Saturday, November 01, 2003

Yesterday afternoon Bob, Cyndi, and I went to see Fiji lose in the last moments to a boring Scotland team, which now advances to the quarterfinals, while the exciting Fiji side goes home. The game was fine, and the whole scene was something quite different from the American model, in subtle ways. A Scottish bagpipe band was playing outside the stadium when we arrived. Many men in kilts paraded by. It was a sunny afternoon and we had a good time, after driving up from Canberra, mostly on the highway, but through the countryside at times, so Cyndi could keep an eye out for birds and other wildlife.
After the game we drove on to Manly, a beach suburb of Sydney, across the harbour from the city, named for characteristics of the local indigenous people, according to the British colonists' way of seeing them. It's an ultimate spot for middleclass hedonists, modeled in some ways on the English, Brighton model, but with a much loser feel to it, thanks to the Australian attribute of presumption of being a fortunate people, given to sun and, judging by the style of the crowds milling about on the beach, wharf area, and esplanades, easily given to the pleasures of the flesh, much of which is constantly on view.
We walked over a short way to the cricket stadium, where the local city council had set up a huge video screen so the people of Manly, plus international visitors here for the Rugby World Cup, could watch the Ireland vs. Australia game. A sizable crowd was splayed all over the oval and in the stands, cheering the virtual. The mob consisted in good part of drunken rugby fans, tossing back cans of beer on sale there, and then leaving the cans wherever they stood. But another large proportion of the crowd was teenagers - on dates or in bunches. It must just be my age and rearing, but the sight of so many bared and/or tattooed belly buttons, backs, arms, and chests constantly surprises me. I presume it would horrify many of the young ladies' parents, too, if they saw what they went out in. Whatever...
We stopped on the way back, on the Corso, an esplanade through the middle of Manly, to admire the "flying foxes," a variety of fruit bat as large as seagulls, disporting on and about the fig trees, screeching at each other in objection to pilfered fruit, or stolen favorite boughs. They flew just overhead, but no-one other than us, and perhaps two other tourists, paid them any heed, at all. They come into Sydney suburbs each evening in huge flotillas from bushland not far away, moving through the air eerily soundless and light on trees, weighing down the branches almost to the ground.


*EXERCISE PROMPT:*
Please reproduce the data below exactly, from the first line through the line containing "The image size is (1429, 547).", and leave every later line out.

*DATA LISTING:*

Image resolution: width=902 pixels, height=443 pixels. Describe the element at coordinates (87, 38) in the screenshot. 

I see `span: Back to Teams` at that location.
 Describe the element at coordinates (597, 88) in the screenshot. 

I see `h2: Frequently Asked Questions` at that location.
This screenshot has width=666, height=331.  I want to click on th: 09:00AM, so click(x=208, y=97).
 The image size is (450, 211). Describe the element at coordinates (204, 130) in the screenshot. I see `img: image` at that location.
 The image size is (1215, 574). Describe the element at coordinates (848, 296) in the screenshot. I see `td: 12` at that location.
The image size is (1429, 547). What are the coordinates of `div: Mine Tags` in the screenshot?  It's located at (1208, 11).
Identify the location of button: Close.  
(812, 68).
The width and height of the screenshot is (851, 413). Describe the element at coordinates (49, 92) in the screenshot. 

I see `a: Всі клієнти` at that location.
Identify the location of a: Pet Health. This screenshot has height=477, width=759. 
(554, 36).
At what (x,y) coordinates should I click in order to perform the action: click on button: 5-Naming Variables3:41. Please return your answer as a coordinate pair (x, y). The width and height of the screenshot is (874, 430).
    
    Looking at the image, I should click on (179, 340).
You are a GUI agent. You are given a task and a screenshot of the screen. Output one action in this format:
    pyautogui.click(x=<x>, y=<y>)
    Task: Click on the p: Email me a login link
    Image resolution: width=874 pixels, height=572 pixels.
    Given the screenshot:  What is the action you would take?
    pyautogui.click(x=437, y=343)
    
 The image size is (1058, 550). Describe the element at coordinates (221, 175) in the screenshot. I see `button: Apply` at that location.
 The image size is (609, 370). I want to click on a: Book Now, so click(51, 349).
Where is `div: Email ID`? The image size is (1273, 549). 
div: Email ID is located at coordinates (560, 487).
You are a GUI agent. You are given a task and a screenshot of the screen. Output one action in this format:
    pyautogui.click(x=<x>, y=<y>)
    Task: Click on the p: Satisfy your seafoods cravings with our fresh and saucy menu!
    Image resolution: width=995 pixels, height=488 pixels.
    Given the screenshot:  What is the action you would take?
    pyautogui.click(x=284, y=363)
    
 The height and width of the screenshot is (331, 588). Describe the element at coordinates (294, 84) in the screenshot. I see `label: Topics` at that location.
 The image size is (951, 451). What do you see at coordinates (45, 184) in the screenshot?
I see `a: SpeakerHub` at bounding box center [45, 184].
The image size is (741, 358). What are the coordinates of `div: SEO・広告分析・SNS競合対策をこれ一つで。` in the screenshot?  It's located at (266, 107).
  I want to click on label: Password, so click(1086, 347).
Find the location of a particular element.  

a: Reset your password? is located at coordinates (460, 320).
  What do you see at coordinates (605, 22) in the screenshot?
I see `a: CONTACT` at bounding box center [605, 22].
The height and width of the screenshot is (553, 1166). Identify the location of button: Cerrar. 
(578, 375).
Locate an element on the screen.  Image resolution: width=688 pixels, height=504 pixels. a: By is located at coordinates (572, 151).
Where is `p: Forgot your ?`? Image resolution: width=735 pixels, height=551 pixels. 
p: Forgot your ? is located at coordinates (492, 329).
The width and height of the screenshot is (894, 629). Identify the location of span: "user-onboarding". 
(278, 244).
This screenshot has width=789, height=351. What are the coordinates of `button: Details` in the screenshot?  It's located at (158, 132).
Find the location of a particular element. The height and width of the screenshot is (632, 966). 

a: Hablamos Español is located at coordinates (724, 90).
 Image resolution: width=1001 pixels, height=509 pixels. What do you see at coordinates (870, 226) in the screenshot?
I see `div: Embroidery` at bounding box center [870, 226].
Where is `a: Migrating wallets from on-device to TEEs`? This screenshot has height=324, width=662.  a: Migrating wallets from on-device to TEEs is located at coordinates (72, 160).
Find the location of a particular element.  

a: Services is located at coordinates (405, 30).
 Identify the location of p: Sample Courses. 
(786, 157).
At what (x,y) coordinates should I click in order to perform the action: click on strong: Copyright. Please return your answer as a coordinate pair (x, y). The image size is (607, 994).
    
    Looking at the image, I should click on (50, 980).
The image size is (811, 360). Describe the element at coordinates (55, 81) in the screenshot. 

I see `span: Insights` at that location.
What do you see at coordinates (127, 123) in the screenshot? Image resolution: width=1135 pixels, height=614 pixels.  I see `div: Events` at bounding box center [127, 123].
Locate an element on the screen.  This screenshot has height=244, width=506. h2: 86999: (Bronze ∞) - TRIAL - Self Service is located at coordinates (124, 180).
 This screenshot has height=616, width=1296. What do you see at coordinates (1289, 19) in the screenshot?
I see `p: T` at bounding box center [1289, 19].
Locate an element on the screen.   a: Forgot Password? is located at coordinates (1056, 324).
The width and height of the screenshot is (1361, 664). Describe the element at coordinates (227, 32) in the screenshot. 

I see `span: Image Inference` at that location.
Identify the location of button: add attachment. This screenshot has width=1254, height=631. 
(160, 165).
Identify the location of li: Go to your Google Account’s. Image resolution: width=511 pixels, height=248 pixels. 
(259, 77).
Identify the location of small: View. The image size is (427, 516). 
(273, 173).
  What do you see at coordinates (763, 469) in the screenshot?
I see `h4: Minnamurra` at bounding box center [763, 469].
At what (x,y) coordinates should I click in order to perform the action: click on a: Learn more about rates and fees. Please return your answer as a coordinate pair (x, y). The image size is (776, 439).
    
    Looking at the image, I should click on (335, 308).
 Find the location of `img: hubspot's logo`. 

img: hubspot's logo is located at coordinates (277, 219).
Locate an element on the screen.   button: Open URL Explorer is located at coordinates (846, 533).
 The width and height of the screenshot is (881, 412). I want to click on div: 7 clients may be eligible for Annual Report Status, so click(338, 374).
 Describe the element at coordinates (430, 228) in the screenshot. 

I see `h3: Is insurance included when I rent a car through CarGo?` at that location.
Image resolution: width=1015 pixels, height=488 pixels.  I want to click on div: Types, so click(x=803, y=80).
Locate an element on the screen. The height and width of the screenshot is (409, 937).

*TASK ANSWER:*
Image resolution: width=902 pixels, height=443 pixels. Describe the element at coordinates (87, 38) in the screenshot. 

I see `span: Back to Teams` at that location.
 Describe the element at coordinates (597, 88) in the screenshot. 

I see `h2: Frequently Asked Questions` at that location.
This screenshot has width=666, height=331.  I want to click on th: 09:00AM, so click(x=208, y=97).
 The image size is (450, 211). Describe the element at coordinates (204, 130) in the screenshot. I see `img: image` at that location.
 The image size is (1215, 574). Describe the element at coordinates (848, 296) in the screenshot. I see `td: 12` at that location.
The image size is (1429, 547). What are the coordinates of `div: Mine Tags` in the screenshot?  It's located at (1208, 11).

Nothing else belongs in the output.